Funding rates are periodic payments between long and short perp traders. They help keep a perpetual futures contract close to the price of the underlying asset, since perps do not have an expiry date.
Funding is one of the first mechanics every perp trader should understand because it can quietly add cost to a position that looks fine on price alone.
Who pays funding?
When a perp trades above the underlying index, long demand is usually stronger than short demand. Funding often becomes positive, which means longs pay shorts. When a perp trades below the index, funding often becomes negative, which means shorts pay longs.
The venue typically routes funding between traders. It is not the same thing as a trading fee.
Why funding exists
Traditional futures converge with spot because they expire. Perps do not expire, so funding creates an economic incentive for the contract to stay near the underlying price. Expensive positive funding can attract shorts and discourage new longs. Expensive negative funding can attract longs and discourage new shorts.
Funding can change
Funding is not fixed. It can flip from positive to negative as market positioning changes. During a crowded meme coin rally, longs may pay high funding. During a panic dump, shorts may pay high funding.
If you hold a position for multiple funding intervals, those payments can add up.
How to use funding as context
- High positive funding can mean longs are crowded.
- High negative funding can mean shorts are crowded.
- Funding alone is not a trade signal.
- Always compare funding cost with your expected trade duration.
A short-term scalp may barely notice funding. A multi-day leveraged position can feel it.
Risk note: Funding can change your PnL even if the market price barely moves. This article is educational content, not financial advice.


- **ACTIVITY**
Set down all the records below, word for word.

- **SUPPLIED RECORDS**
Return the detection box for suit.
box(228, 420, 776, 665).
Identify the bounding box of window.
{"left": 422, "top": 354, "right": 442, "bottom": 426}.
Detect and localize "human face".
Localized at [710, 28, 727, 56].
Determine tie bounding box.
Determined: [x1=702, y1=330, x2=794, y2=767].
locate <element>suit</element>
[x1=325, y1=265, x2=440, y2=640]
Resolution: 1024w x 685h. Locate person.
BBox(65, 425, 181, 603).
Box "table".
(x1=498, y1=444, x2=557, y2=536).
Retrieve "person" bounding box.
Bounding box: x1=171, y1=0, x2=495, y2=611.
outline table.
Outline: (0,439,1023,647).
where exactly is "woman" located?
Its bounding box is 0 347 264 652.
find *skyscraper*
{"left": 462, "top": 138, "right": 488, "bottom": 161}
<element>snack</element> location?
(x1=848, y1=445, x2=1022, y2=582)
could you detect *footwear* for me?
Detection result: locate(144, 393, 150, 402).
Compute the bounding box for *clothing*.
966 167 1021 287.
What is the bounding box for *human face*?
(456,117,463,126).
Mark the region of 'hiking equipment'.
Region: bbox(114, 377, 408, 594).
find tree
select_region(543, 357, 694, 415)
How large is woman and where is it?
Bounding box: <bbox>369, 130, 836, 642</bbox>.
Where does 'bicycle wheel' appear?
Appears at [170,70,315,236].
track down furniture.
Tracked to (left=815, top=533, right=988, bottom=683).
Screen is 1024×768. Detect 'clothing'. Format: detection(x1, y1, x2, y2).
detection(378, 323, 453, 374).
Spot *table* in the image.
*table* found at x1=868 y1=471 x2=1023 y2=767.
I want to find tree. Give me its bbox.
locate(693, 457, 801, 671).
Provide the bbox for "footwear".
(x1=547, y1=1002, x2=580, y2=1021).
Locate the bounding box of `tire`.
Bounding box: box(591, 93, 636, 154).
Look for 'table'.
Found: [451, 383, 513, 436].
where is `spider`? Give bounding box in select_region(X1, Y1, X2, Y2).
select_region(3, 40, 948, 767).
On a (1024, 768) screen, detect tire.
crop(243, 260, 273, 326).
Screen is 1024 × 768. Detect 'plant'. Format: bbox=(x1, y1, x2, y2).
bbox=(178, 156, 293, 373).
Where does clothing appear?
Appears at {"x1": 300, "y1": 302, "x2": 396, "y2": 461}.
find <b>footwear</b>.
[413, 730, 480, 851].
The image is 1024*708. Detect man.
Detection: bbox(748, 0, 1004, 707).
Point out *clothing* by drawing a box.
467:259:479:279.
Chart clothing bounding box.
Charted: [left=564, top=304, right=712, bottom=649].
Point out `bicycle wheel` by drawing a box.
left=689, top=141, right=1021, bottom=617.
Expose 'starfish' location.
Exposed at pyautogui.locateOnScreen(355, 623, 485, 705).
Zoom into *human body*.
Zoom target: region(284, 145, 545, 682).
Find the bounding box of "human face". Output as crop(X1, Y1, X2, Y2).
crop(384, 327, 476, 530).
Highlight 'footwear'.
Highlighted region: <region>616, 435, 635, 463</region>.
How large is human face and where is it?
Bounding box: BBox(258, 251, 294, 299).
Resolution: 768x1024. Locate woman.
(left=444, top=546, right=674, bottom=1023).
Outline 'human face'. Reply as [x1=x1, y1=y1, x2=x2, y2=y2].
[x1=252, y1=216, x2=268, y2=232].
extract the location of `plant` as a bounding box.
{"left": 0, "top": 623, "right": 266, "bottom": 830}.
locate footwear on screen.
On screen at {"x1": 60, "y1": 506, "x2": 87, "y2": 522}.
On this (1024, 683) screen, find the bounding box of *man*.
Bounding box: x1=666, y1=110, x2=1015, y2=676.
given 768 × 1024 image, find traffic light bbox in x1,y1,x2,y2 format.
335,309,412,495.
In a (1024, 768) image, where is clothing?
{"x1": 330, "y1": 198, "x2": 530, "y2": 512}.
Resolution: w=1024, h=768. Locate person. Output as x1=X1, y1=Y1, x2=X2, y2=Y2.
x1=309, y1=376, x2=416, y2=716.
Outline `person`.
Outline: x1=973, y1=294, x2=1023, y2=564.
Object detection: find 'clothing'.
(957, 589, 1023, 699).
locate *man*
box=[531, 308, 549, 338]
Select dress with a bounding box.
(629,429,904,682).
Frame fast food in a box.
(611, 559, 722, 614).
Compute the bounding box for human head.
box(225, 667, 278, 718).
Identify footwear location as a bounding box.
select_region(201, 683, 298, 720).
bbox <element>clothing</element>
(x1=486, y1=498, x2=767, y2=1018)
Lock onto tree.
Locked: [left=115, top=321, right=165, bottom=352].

- **WRITTEN ANSWER**
Return the detection box for suit.
box(228, 420, 776, 665).
Identify the bounding box of window.
{"left": 422, "top": 354, "right": 442, "bottom": 426}.
Detect and localize "human face".
Localized at [710, 28, 727, 56].
Determine tie bounding box.
Determined: [x1=702, y1=330, x2=794, y2=767].
locate <element>suit</element>
[x1=325, y1=265, x2=440, y2=640]
Resolution: 1024w x 685h. Locate person.
BBox(65, 425, 181, 603).
Box "table".
(x1=498, y1=444, x2=557, y2=536).
Retrieve "person" bounding box.
Bounding box: x1=171, y1=0, x2=495, y2=611.
outline table.
Outline: (0,439,1023,647).
where exactly is "woman" located?
Its bounding box is 0 347 264 652.
find *skyscraper*
{"left": 462, "top": 138, "right": 488, "bottom": 161}
<element>snack</element> location?
(x1=848, y1=445, x2=1022, y2=582)
could you detect *footwear* for me?
Detection result: locate(144, 393, 150, 402).
Compute the bounding box for *clothing*.
966 167 1021 287.
What is the bounding box for *human face*?
(456,117,463,126).
Mark the region of 'hiking equipment'.
Region: bbox(114, 377, 408, 594).
find tree
select_region(543, 357, 694, 415)
How large is woman and where is it?
Bounding box: <bbox>369, 130, 836, 642</bbox>.
Where does 'bicycle wheel' appear?
Appears at [170,70,315,236].
track down furniture.
Tracked to (left=815, top=533, right=988, bottom=683).
Screen is 1024×768. Detect 'clothing'. Format: detection(x1, y1, x2, y2).
detection(378, 323, 453, 374).
Spot *table* in the image.
*table* found at x1=868 y1=471 x2=1023 y2=767.
I want to find tree. Give me its bbox.
locate(693, 457, 801, 671).
Provide the bbox for "footwear".
(x1=547, y1=1002, x2=580, y2=1021).
Locate the bounding box of `tire`.
Bounding box: box(591, 93, 636, 154).
Look for 'table'.
Found: [451, 383, 513, 436].
where is `spider`? Give bounding box in select_region(X1, Y1, X2, Y2).
select_region(3, 40, 948, 767).
On a (1024, 768) screen, detect tire.
crop(243, 260, 273, 326).
Screen is 1024 × 768. Detect 'plant'. Format: bbox=(x1, y1, x2, y2).
bbox=(178, 156, 293, 373).
Where does clothing appear?
Appears at {"x1": 300, "y1": 302, "x2": 396, "y2": 461}.
find <b>footwear</b>.
[413, 730, 480, 851].
The image is 1024*708. Detect man.
Detection: bbox(748, 0, 1004, 707).
Point out *clothing* by drawing a box.
467:259:479:279.
Chart clothing bounding box.
Charted: [left=564, top=304, right=712, bottom=649].
Point out `bicycle wheel` by drawing a box.
left=689, top=141, right=1021, bottom=617.
Expose 'starfish' location.
Exposed at pyautogui.locateOnScreen(355, 623, 485, 705).
Zoom into *human body*.
Zoom target: region(284, 145, 545, 682).
Find the bounding box of "human face". Output as crop(X1, Y1, X2, Y2).
crop(384, 327, 476, 530).
Highlight 'footwear'.
Highlighted region: <region>616, 435, 635, 463</region>.
How large is human face and where is it?
Bounding box: BBox(258, 251, 294, 299).
Resolution: 768x1024. Locate woman.
(left=444, top=546, right=674, bottom=1023).
Outline 'human face'. Reply as [x1=x1, y1=y1, x2=x2, y2=y2].
[x1=252, y1=216, x2=268, y2=232].
extract the location of `plant` as a bounding box.
{"left": 0, "top": 623, "right": 266, "bottom": 830}.
locate footwear on screen.
On screen at {"x1": 60, "y1": 506, "x2": 87, "y2": 522}.
On this (1024, 683) screen, find the bounding box of *man*.
Bounding box: x1=666, y1=110, x2=1015, y2=676.
given 768 × 1024 image, find traffic light bbox in x1,y1,x2,y2 format.
335,309,412,495.
In a (1024, 768) image, where is clothing?
{"x1": 330, "y1": 198, "x2": 530, "y2": 512}.
Resolution: w=1024, h=768. Locate person. Output as x1=X1, y1=Y1, x2=X2, y2=Y2.
x1=309, y1=376, x2=416, y2=716.
Outline `person`.
Outline: x1=973, y1=294, x2=1023, y2=564.
Object detection: find 'clothing'.
(957, 589, 1023, 699).
locate *man*
box=[531, 308, 549, 338]
Select dress with a bounding box.
(629,429,904,682).
Frame fast food in a box.
(611, 559, 722, 614).
Compute the bounding box for human head.
box(225, 667, 278, 718).
Identify footwear location as a bounding box.
select_region(201, 683, 298, 720).
bbox <element>clothing</element>
(x1=486, y1=498, x2=767, y2=1018)
Lock onto tree.
Locked: [left=115, top=321, right=165, bottom=352].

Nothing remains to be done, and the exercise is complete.